"This Thing Would Have To Be Arranged With Finesse"
4 December 2000
... but wasn't. If the Walmington-on-Sea Amateur Dramatic Society had been given a postal order for four pounds seventeen shillings and sixpence and invited to write, shoot and act out a film about Nazi contraband, the good burghers of Walmington would have come up with something slicker and more sophisticated than this.

Gregory Keen is a handsome American intelligence officer seconded to the British secret service in the wake of World War Two and the Berlin Blockade. His task is to thwart the nefarious plans of dastardly supercrook Dumetrius, "a man who's butchered his way half across Europe - and whom it's up to you to get!" (Yes, that really is quoted from the script.)

This awful British film of the Austerity period defines the term "amateurish". Clumsy fight scenes, un-scary bad guys like the cuddly Yotti Blum (Danny Green), a French secret agent with a crazy accent swanning around London wearing an inconspicuous beret, dreadful lines such as "You unclean cretin!" - need I go on?

The action, written and directed by someone called Maclean Rogers, is full from start to finish of absurd improbabilities. For the assassination attempt, why would the decrepit sexuagenarian Dumetrius (Ronald Adam) climb onto a rooftop with a rifle? Doesn't he have henchmen for that sort of thing? And how did he know that his 'target' would appear at this very window? In the warehouse denouement, how come the smoke doesn't move when the camera pans? It couldn't possibly be a cheaply overlaid special effect, could it? How come Rubinstein can give up half his fortune, which he protected from the rapacioua Nazis, with as much equanimity as if he were handing over a box of matches?

Coutts describes Dumetrius in one of the script's many indigestible mouthfuls as "cunning, ruthless, completely unscrupulous and will stop at nothing". One cannot help but wish that at least some of the bad guy's demonic energy had infused a few of the other people involved in this project. Nothing whatsoever in this feeble farrago comes close to being convincing. The appearance of Dumetrius, in disguise, on a routine military flight out of Berlin is plain ludicrous (wouldn't there be just the slightest risk that someone might KNOW the British officer he's trying to impersonate?), but no more ludicrous than the presence on the same flight of Hedy Bergner (Carole Matthews), the allegedly glamorous accordion player, journeying to London to play a single gig at a night club.
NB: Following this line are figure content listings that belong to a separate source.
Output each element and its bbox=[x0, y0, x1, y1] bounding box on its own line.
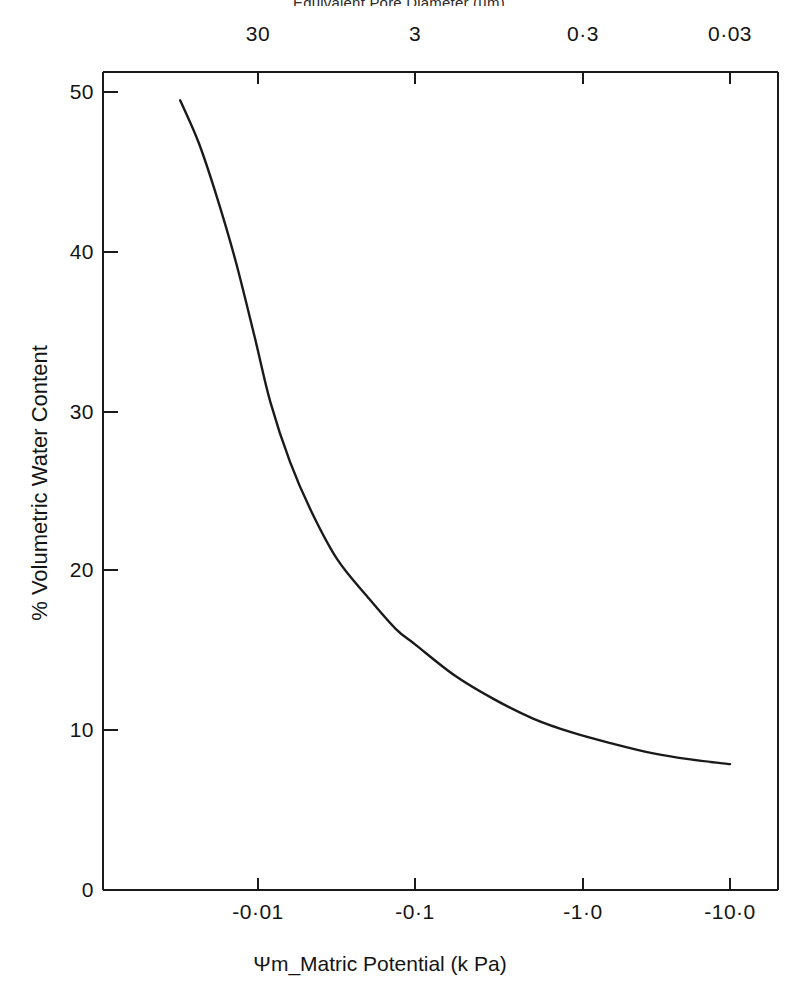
top-tick-label-0-3: 0·3 bbox=[567, 22, 599, 46]
top-tick-label-3: 3 bbox=[409, 22, 421, 46]
water-retention-curve bbox=[180, 100, 730, 764]
x-axis-ticks bbox=[258, 878, 730, 890]
y-tick-label-0: 0 bbox=[50, 878, 94, 902]
x-tick-label-1-0: -1·0 bbox=[563, 900, 602, 924]
y-axis-ticks bbox=[103, 92, 118, 890]
y-tick-label-20: 20 bbox=[50, 558, 94, 582]
top-tick-label-30: 30 bbox=[246, 22, 270, 46]
y-tick-label-40: 40 bbox=[50, 240, 94, 264]
x-tick-label-0-1: -0·1 bbox=[395, 900, 434, 924]
x-tick-label-10-0: -10·0 bbox=[704, 900, 756, 924]
axis-frame bbox=[103, 72, 778, 890]
top-tick-label-0-03: 0·03 bbox=[708, 22, 752, 46]
x-axis-title: Ψm_Matric Potential (k Pa) bbox=[0, 952, 760, 976]
y-axis-title: % Volumetric Water Content bbox=[27, 263, 53, 703]
chart-canvas bbox=[0, 0, 798, 1000]
y-tick-label-30: 30 bbox=[50, 400, 94, 424]
x-tick-label-0-01: -0·01 bbox=[232, 900, 284, 924]
y-tick-label-50: 50 bbox=[50, 80, 94, 104]
top-axis-ticks bbox=[258, 72, 730, 84]
figure-container: Equivalent Pore Diameter (µm) bbox=[0, 0, 798, 1000]
y-tick-label-10: 10 bbox=[50, 718, 94, 742]
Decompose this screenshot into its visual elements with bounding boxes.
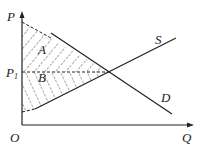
origin-label: O xyxy=(10,130,20,145)
diagram-canvas: P P1 A B S D O Q xyxy=(0,0,202,147)
x-axis-arrow-icon xyxy=(187,123,194,128)
y-axis-label: P xyxy=(6,9,15,24)
p1-label: P1 xyxy=(5,65,18,81)
y-axis-arrow-icon xyxy=(20,11,25,18)
supply-demand-diagram: P P1 A B S D O Q xyxy=(0,0,202,147)
region-b-label: B xyxy=(38,70,46,85)
supply-label: S xyxy=(155,32,162,47)
x-axis-label: Q xyxy=(182,130,192,145)
region-a-label: A xyxy=(37,42,46,57)
demand-label: D xyxy=(160,90,171,105)
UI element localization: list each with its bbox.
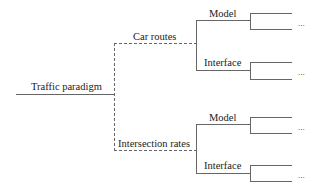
diagram-lines <box>0 0 324 193</box>
node-label-model: Model <box>209 8 236 20</box>
node-label-interface: Interface <box>204 57 241 69</box>
ellipsis-marker: ... <box>298 18 305 28</box>
branch-label-intersection-rates: Intersection rates <box>118 138 190 150</box>
node-label-interface: Interface <box>204 160 241 172</box>
ellipsis-marker: ... <box>298 122 305 132</box>
node-label-model: Model <box>209 112 236 124</box>
intersection-rates-subtree <box>196 117 292 182</box>
ellipsis-marker: ... <box>298 67 305 77</box>
car-routes-subtree <box>196 13 292 80</box>
tree-diagram: Traffic paradigm Car routes Model Interf… <box>0 0 324 193</box>
dashed-connectors <box>114 43 196 151</box>
ellipsis-marker: ... <box>298 170 305 180</box>
branch-label-car-routes: Car routes <box>133 31 176 43</box>
root-label: Traffic paradigm <box>31 81 102 93</box>
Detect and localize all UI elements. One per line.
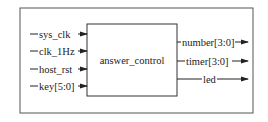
input-sys-clk: sys_clk — [30, 29, 87, 40]
input-clk-1hz: clk_1Hz — [30, 46, 87, 57]
svg-text:led: led — [203, 74, 217, 85]
input-host-rst: host_rst — [30, 64, 87, 75]
output-timer: timer[3:0] — [177, 56, 248, 67]
block-diagram: answer_control sys_clk clk_1Hz host_rst … — [0, 0, 268, 122]
module-name: answer_control — [100, 55, 165, 66]
svg-text:key[5:0]: key[5:0] — [39, 81, 75, 92]
svg-text:host_rst: host_rst — [39, 64, 72, 75]
input-key: key[5:0] — [30, 81, 87, 92]
svg-text:number[3:0]: number[3:0] — [182, 37, 235, 48]
output-number: number[3:0] — [177, 37, 248, 48]
svg-text:sys_clk: sys_clk — [39, 29, 71, 40]
svg-text:clk_1Hz: clk_1Hz — [39, 46, 75, 57]
output-led: led — [177, 74, 248, 85]
svg-text:timer[3:0]: timer[3:0] — [186, 56, 229, 67]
Putting aside the universally-held view that the last time the accordion was a cool instrument was NEVER, what is she doing on a military transport? Was the accordion in so much demand in 1956? Wasn't Jimmy Shand available? And did she obtain that coiffure by letting the regimental goat chew her hair? Marzatti's is as trashy and unbelievable as one might expect - a night club depicted by someone who's never been to a night club, for an audience that has never been to one either. Why isn't Sally Jennings fazed when the strange man grabs her in the dark?

Richard Denning plays Keen, a phenomenon all too common in British films of the era - a token American, brought in to add "class". Well, compared to the rest of the movie, perhaps he succeeds. Such things are relative.